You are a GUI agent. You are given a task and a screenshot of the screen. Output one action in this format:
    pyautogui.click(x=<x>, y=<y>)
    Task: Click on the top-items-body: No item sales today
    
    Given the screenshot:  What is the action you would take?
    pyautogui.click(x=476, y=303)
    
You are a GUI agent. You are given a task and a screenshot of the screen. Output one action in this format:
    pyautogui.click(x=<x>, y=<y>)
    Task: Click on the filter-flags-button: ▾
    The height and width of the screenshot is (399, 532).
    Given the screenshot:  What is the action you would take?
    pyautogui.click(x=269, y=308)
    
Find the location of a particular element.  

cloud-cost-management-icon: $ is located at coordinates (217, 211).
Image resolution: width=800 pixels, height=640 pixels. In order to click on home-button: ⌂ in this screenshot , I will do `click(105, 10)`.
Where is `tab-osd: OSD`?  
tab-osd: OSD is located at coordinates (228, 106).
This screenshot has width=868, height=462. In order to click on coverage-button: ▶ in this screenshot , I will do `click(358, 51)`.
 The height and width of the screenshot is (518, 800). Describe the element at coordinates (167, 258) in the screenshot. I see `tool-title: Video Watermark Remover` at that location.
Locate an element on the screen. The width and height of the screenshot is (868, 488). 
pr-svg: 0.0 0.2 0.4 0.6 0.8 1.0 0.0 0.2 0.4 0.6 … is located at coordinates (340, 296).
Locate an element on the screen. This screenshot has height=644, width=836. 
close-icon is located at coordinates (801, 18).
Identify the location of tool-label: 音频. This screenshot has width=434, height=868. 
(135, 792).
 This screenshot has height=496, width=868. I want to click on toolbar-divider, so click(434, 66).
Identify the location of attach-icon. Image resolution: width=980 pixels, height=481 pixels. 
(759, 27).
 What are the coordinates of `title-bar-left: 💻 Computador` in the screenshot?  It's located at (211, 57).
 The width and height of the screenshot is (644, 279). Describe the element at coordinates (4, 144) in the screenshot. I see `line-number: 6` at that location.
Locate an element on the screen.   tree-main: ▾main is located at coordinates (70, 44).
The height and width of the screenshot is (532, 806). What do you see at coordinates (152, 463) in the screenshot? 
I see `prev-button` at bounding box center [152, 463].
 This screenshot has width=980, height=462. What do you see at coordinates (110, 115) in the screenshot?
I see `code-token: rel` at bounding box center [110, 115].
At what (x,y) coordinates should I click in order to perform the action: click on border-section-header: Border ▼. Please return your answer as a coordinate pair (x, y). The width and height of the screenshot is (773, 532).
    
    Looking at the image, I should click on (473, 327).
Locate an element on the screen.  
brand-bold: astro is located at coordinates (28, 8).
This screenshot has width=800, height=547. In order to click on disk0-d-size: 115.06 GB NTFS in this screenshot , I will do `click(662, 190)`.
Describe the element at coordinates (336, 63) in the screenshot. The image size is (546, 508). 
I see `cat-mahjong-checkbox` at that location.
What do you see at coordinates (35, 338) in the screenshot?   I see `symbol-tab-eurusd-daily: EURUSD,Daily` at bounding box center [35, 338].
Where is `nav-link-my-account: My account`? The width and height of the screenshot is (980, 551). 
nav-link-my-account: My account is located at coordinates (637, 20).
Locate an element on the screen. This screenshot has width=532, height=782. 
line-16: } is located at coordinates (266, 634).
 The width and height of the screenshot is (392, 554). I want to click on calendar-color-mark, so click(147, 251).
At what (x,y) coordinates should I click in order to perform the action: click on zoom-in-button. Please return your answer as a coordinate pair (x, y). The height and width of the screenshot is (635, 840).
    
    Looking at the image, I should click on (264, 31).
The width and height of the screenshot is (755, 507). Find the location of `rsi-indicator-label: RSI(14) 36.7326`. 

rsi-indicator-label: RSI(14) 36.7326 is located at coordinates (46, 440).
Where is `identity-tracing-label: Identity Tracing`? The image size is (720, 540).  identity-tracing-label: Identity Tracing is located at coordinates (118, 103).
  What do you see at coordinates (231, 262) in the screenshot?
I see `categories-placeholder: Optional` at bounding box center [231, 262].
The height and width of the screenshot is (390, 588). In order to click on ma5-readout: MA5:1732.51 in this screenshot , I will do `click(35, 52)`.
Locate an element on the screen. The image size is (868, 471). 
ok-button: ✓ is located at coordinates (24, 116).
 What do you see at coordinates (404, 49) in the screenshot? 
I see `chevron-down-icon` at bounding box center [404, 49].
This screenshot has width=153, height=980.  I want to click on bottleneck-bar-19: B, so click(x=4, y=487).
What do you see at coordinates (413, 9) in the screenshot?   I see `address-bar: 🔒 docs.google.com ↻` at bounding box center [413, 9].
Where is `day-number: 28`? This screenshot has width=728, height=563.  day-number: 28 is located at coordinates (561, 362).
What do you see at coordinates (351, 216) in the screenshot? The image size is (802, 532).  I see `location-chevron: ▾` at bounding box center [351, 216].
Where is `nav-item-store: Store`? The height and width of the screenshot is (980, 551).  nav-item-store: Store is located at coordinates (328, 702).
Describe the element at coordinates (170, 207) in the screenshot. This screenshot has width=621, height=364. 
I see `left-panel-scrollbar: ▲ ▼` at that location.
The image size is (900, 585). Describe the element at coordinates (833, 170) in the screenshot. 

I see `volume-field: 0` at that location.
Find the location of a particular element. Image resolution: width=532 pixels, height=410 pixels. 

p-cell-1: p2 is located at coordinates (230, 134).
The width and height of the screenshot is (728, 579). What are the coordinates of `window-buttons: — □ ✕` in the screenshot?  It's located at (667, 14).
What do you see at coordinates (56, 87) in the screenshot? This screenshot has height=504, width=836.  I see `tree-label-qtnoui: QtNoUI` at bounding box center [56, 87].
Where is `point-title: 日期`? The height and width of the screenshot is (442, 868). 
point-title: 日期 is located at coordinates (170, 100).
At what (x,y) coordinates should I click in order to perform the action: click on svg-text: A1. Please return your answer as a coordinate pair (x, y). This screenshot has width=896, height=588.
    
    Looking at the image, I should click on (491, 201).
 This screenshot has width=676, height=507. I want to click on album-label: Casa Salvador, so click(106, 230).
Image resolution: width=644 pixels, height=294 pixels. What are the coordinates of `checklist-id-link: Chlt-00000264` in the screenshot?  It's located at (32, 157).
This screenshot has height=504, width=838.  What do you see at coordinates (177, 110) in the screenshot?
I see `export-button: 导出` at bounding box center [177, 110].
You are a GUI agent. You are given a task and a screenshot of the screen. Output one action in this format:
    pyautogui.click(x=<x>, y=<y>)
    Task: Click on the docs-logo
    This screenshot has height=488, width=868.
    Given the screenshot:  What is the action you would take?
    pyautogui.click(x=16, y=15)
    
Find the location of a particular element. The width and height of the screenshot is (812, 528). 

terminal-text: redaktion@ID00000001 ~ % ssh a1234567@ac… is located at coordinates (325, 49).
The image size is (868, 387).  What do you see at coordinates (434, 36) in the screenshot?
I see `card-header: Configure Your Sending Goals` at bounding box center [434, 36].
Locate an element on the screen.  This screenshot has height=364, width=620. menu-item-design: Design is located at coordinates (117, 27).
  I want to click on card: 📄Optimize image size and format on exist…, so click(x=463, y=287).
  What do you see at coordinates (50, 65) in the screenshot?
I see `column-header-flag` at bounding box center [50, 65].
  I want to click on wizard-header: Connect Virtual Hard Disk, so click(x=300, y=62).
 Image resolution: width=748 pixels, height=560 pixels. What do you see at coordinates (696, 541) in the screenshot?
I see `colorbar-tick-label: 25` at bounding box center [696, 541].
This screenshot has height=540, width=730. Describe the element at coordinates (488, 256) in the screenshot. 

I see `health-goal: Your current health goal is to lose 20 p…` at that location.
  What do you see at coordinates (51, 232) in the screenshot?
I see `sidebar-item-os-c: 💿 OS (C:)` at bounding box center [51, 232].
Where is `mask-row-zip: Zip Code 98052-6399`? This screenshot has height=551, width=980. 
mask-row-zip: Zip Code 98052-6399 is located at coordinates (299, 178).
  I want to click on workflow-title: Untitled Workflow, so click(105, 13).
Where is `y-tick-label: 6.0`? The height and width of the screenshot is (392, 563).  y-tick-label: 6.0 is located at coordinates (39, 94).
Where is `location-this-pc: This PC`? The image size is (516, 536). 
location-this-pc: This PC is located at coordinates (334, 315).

● ● ● ●

Work item
In the records above, find every line containing the word "docs" and show it.

Solution
What do you see at coordinates (413, 9) in the screenshot?   I see `address-bar: 🔒 docs.google.com ↻` at bounding box center [413, 9].
    Task: Click on the docs-logo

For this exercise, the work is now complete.